Was it Jack as The Joker, or Jack as Jack? Keaton was an interesting Batman. A weird casting choice, but his emanating humanity gave him something that worked.

Jack IS the Joker.

Ledger played a great role and all, but his Joker is just a fruitcake Crow- I guess there's a generation gap between those of us that prefer the Burton films to the Nolan ones but give me atmosphere character over fancy special effects and "gritty realness" anyday.

I think Jack's Joker was way more disturbing, and Bale's Batman is a joke- the Nolan films just take themselves way too seriously IMO.

Couldn't disagree more. I didn't believe Jack's joker. When I saw The Dark Knight, I couldn't believe it was Heath that was in there.

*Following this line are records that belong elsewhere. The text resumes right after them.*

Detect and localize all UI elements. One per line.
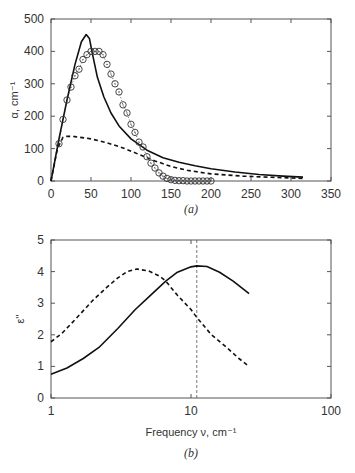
data-marker-dot	[66, 99, 67, 100]
series-dashed	[51, 269, 249, 366]
data-marker-dot	[166, 178, 167, 179]
chart-panel-b: 110100012345	[37, 233, 341, 418]
x-tick-label: 150	[161, 187, 181, 201]
data-marker-dot	[70, 86, 71, 87]
data-marker-dot	[110, 73, 111, 74]
y-tick-label: 500	[24, 12, 44, 26]
figure: 0501001502002503003500100200300400500 11…	[0, 0, 355, 473]
y-tick-label: 100	[24, 142, 44, 156]
data-marker-dot	[98, 51, 99, 52]
data-marker-dot	[134, 132, 135, 133]
x-tick-label: 300	[281, 187, 301, 201]
plot-frame	[51, 19, 331, 181]
y-tick-label: 0	[37, 391, 44, 405]
y-tick-label: 300	[24, 77, 44, 91]
x-tick-label: 50	[84, 187, 98, 201]
y-tick-label: 0	[37, 174, 44, 188]
panel-label-b: (b)	[184, 446, 198, 460]
data-marker-dot	[74, 75, 75, 76]
data-marker-dot	[106, 64, 107, 65]
data-marker-dot	[130, 124, 131, 125]
y-tick-label: 200	[24, 109, 44, 123]
y-tick-label: 1	[37, 359, 44, 373]
x-tick-label: 350	[321, 187, 341, 201]
y-tick-label: 400	[24, 44, 44, 58]
y-axis-label-a: α, cm⁻¹	[8, 81, 20, 118]
data-marker-dot	[118, 91, 119, 92]
x-tick-label: 0	[48, 187, 55, 201]
x-tick-label: 1	[48, 404, 55, 418]
series-solid	[51, 35, 303, 181]
data-marker-dot	[78, 69, 79, 70]
data-marker-dot	[114, 83, 115, 84]
x-tick-label: 10	[184, 404, 198, 418]
x-tick-label: 200	[201, 187, 221, 201]
data-marker-dot	[138, 142, 139, 143]
data-marker-dot	[126, 112, 127, 113]
data-marker-dot	[122, 104, 123, 105]
data-marker-dot	[146, 156, 147, 157]
x-tick-label: 100	[121, 187, 141, 201]
data-marker-dot	[62, 119, 63, 120]
panel-label-a: (a)	[184, 202, 198, 216]
plot-frame	[51, 240, 331, 398]
y-tick-label: 2	[37, 328, 44, 342]
data-marker-dot	[158, 172, 159, 173]
data-marker-dot	[82, 59, 83, 60]
y-tick-label: 3	[37, 296, 44, 310]
data-marker-dot	[162, 176, 163, 177]
y-axis-label-b: ε''	[14, 314, 26, 323]
chart-panel-a: 0501001502002503003500100200300400500	[24, 12, 341, 201]
data-marker-dot	[150, 163, 151, 164]
x-axis-label-b: Frequency ν, cm⁻¹	[146, 426, 237, 438]
x-tick-label: 100	[321, 404, 341, 418]
data-marker-dot	[154, 167, 155, 168]
y-tick-label: 4	[37, 265, 44, 279]
data-marker-dot	[142, 146, 143, 147]
data-marker-dot	[58, 143, 59, 144]
data-marker-dot	[102, 54, 103, 55]
y-tick-label: 5	[37, 233, 44, 247]
data-marker-dot	[86, 54, 87, 55]
data-marker-dot	[210, 180, 211, 181]
series-solid	[51, 266, 249, 374]
x-tick-label: 250	[241, 187, 261, 201]
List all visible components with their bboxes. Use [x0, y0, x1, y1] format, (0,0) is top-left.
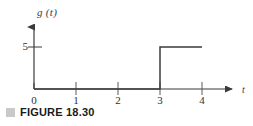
- x-tick-label-3: 3: [153, 95, 167, 106]
- x-tick-label-2: 2: [111, 95, 125, 106]
- y-axis-label: g (t): [37, 7, 57, 18]
- caption-bullet-icon: [6, 108, 15, 117]
- x-tick-label-0: 0: [27, 95, 41, 106]
- figure-caption-text: FIGURE 18.30: [20, 107, 95, 118]
- x-tick-label-4: 4: [195, 95, 209, 106]
- figure-container: g (t) t 5 0 1 2 3 4 FIGURE 18.30: [0, 0, 253, 126]
- x-tick-label-1: 1: [69, 95, 83, 106]
- y-tick-label-5: 5: [18, 41, 28, 52]
- x-axis-label: t: [242, 85, 245, 95]
- figure-caption: FIGURE 18.30: [6, 107, 95, 118]
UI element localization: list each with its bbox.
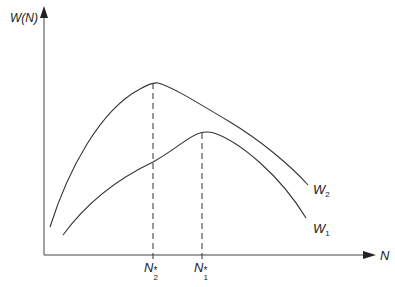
n1-star-label: N*1 [194,261,208,281]
y-axis-arrow-icon [40,6,48,18]
chart-canvas [0,0,395,287]
w2-label: W2 [313,183,330,199]
x-axis-arrow-icon [363,251,376,259]
n2-star-label: N*2 [144,261,158,281]
curve-w1 [63,132,306,235]
w1-label: W1 [313,222,330,238]
x-axis-label: N [380,249,389,262]
y-axis-label: W(N) [10,12,38,24]
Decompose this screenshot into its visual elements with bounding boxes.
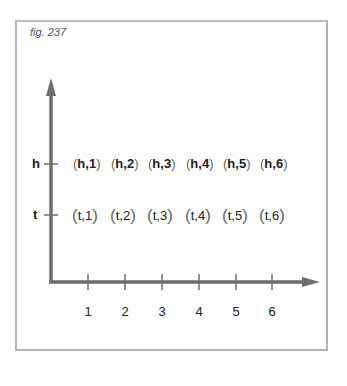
outcome-h-6: (h,6) bbox=[260, 156, 287, 171]
axes bbox=[0, 0, 347, 386]
x-label-4: 4 bbox=[189, 304, 209, 319]
x-label-5: 5 bbox=[226, 304, 246, 319]
outcome-text: h,3 bbox=[152, 156, 171, 171]
outcome-h-5: (h,5) bbox=[223, 156, 250, 171]
x-label-6: 6 bbox=[262, 304, 282, 319]
outcome-text: t,5 bbox=[228, 208, 242, 223]
outcome-t-6: (t,6) bbox=[259, 205, 285, 225]
outcome-t-3: (t,3) bbox=[147, 205, 173, 225]
outcome-text: t,1 bbox=[78, 208, 92, 223]
outcome-text: h,4 bbox=[190, 156, 209, 171]
x-axis-arrow-icon bbox=[302, 277, 320, 287]
outcome-text: t,3 bbox=[153, 208, 167, 223]
outcome-h-4: (h,4) bbox=[186, 156, 213, 171]
outcome-text: t,4 bbox=[191, 208, 205, 223]
outcome-text: t,6 bbox=[265, 208, 279, 223]
x-label-1: 1 bbox=[78, 304, 98, 319]
x-label-3: 3 bbox=[152, 304, 172, 319]
outcome-text: h,2 bbox=[115, 156, 134, 171]
outcome-t-4: (t,4) bbox=[185, 205, 211, 225]
x-label-2: 2 bbox=[115, 304, 135, 319]
outcome-h-3: (h,3) bbox=[148, 156, 175, 171]
outcome-text: h,1 bbox=[77, 156, 96, 171]
outcome-t-5: (t,5) bbox=[222, 205, 248, 225]
outcome-t-2: (t,2) bbox=[110, 205, 136, 225]
y-axis-arrow-icon bbox=[46, 78, 56, 96]
y-label-t: t bbox=[33, 207, 37, 222]
outcome-text: t,2 bbox=[116, 208, 130, 223]
outcome-h-2: (h,2) bbox=[111, 156, 138, 171]
outcome-t-1: (t,1) bbox=[72, 205, 98, 225]
outcome-text: h,6 bbox=[264, 156, 283, 171]
outcome-h-1: (h,1) bbox=[73, 156, 100, 171]
outcome-text: h,5 bbox=[227, 156, 246, 171]
y-label-h: h bbox=[32, 156, 40, 171]
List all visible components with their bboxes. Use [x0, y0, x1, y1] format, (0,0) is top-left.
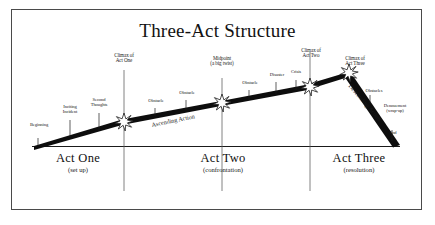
- beat-label-denouement: Denouement (wrap-up): [372, 104, 418, 113]
- beat-label-climax-act-one: Climax of Act One: [100, 53, 148, 63]
- act-label-one: Act One (set up): [18, 152, 138, 173]
- diagram-canvas: Three-Act Structure: [0, 0, 435, 225]
- act-name: Act Three: [299, 152, 419, 165]
- beat-label-second-thoughts: Second Thoughts: [77, 98, 121, 107]
- beat-label-obstacle-1: Obstacle: [136, 99, 176, 104]
- act-subtitle: (set up): [18, 166, 138, 173]
- beat-label-climax-act-three: Climax of Act Three: [330, 56, 380, 66]
- act-subtitle: (resolution): [299, 166, 419, 173]
- beat-label-obstacle-3: Obstacle: [230, 81, 270, 86]
- starburst-climax-act-one: [115, 113, 133, 131]
- beat-label-line2: Act Two: [287, 53, 335, 58]
- beat-label-beginning: Beginning: [16, 123, 62, 128]
- beat-label-line2: Thoughts: [77, 103, 121, 108]
- act-name: Act One: [18, 152, 138, 165]
- beat-label-obstacle-2: Obstacle: [167, 91, 207, 96]
- beat-label-midpoint: Midpoint (a big twist): [196, 56, 248, 66]
- beat-label-crisis: Crisis: [281, 70, 311, 75]
- beat-label-line2: Act Three: [330, 61, 380, 66]
- act-label-two: Act Two (confrontation): [163, 152, 283, 173]
- beat-label-line2: (wrap-up): [372, 109, 418, 114]
- beat-label-line2: Incident: [48, 110, 92, 115]
- beat-label-line2: Act One: [100, 58, 148, 63]
- starburst-climax-act-three: [340, 64, 358, 82]
- beat-label-end: End: [382, 131, 404, 136]
- beat-label-line2: (a big twist): [196, 61, 248, 66]
- act-name: Act Two: [163, 152, 283, 165]
- starburst-climax-act-two: [301, 78, 319, 96]
- beat-label-climax-act-two: Climax of Act Two: [287, 48, 335, 58]
- starburst-midpoint: [213, 94, 231, 112]
- act-label-three: Act Three (resolution): [299, 152, 419, 173]
- act-subtitle: (confrontation): [163, 166, 283, 173]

It was The Joker personified. Bale did not really work for me as Batman though. Jack's Joker wasn't disturbing at all imo. But you're not supposed to take Burton's version seriously anyway I think. I get a nice nostalgic feeling when I watch that movie, but it doesn't have much substance. The style is cool, like the comics. It's campy in a way, but I prefer Nolan's realism. Much more menacing and dark.

To me I think that the realism of Nolan's universe made the whole thing less believable and Bale's Batman pretty much sucked. Personally I'd take Keaton's Batman with Burton's aesthetic and Ledger's Joker. That would be fuckin' awesome!